TASK INSTRUCTIONS: No line before the one holding "Find the location" is wanted; restate word for word that line and all lines after it to the end of the entries, excluding pictures.

LISTED RECORDS:
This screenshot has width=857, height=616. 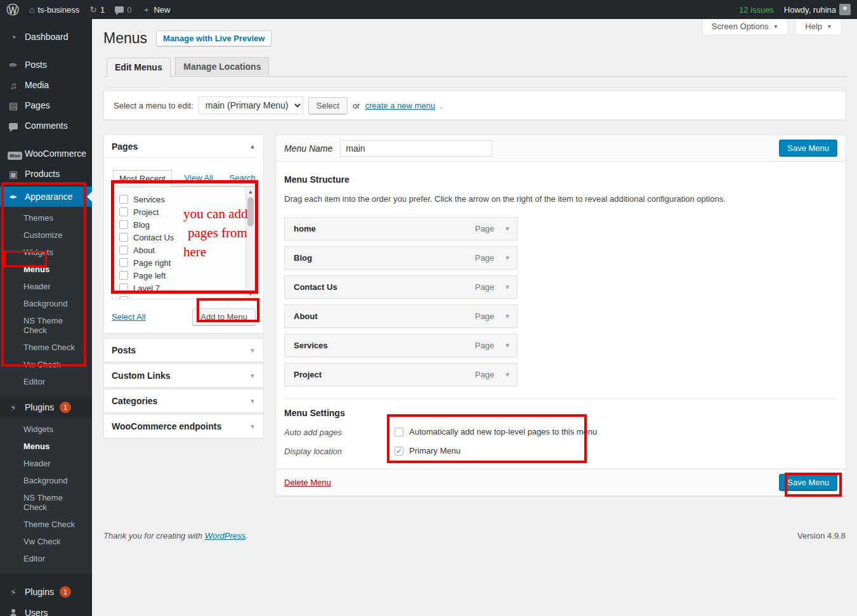 What do you see at coordinates (308, 148) in the screenshot?
I see `menu-name-label: Menu Name` at bounding box center [308, 148].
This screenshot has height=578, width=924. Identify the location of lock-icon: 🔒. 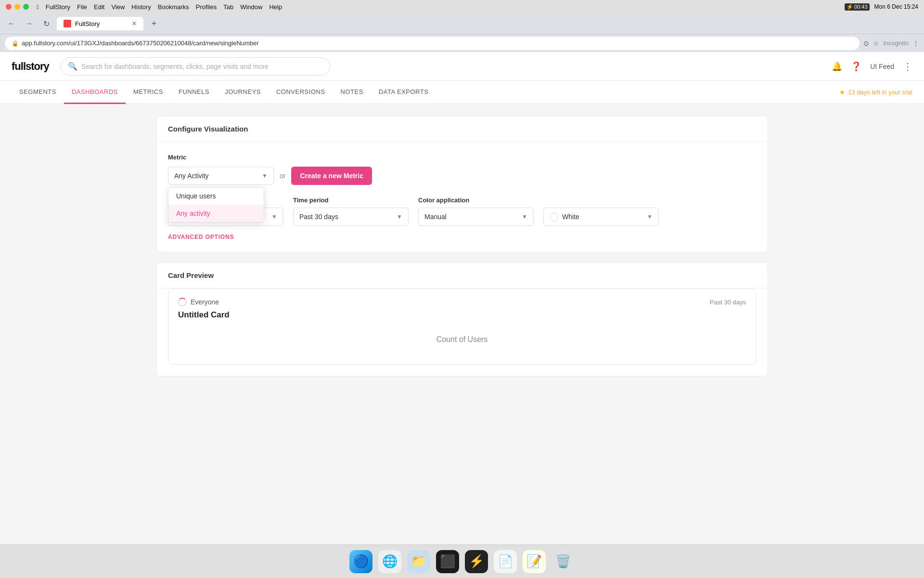
(15, 43).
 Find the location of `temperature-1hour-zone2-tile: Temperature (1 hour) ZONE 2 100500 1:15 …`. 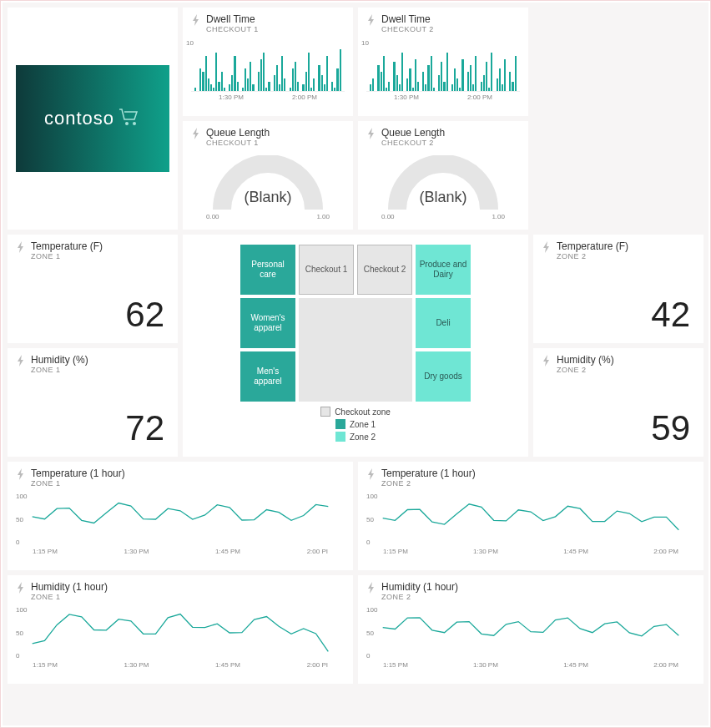

temperature-1hour-zone2-tile: Temperature (1 hour) ZONE 2 100500 1:15 … is located at coordinates (531, 516).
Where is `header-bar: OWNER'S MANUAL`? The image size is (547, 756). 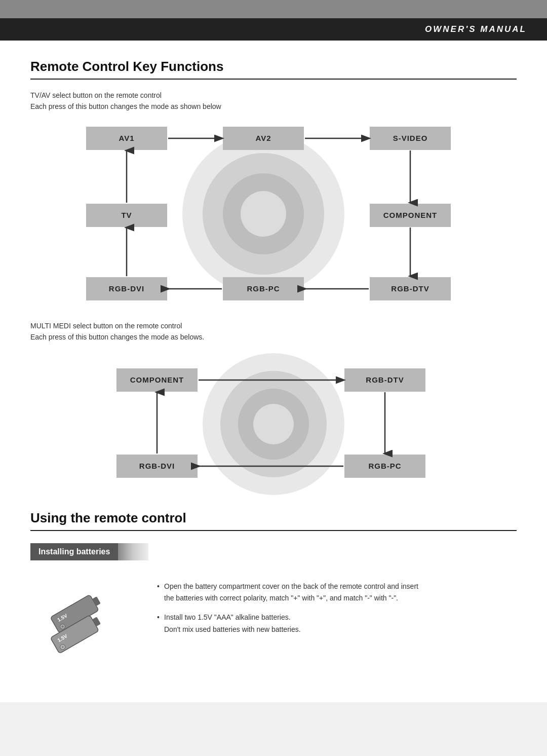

FINISHED EXERCISE:
 Find the location of `temperature-1hour-zone2-tile: Temperature (1 hour) ZONE 2 100500 1:15 …`. 

temperature-1hour-zone2-tile: Temperature (1 hour) ZONE 2 100500 1:15 … is located at coordinates (531, 516).
Where is `header-bar: OWNER'S MANUAL`? The image size is (547, 756). 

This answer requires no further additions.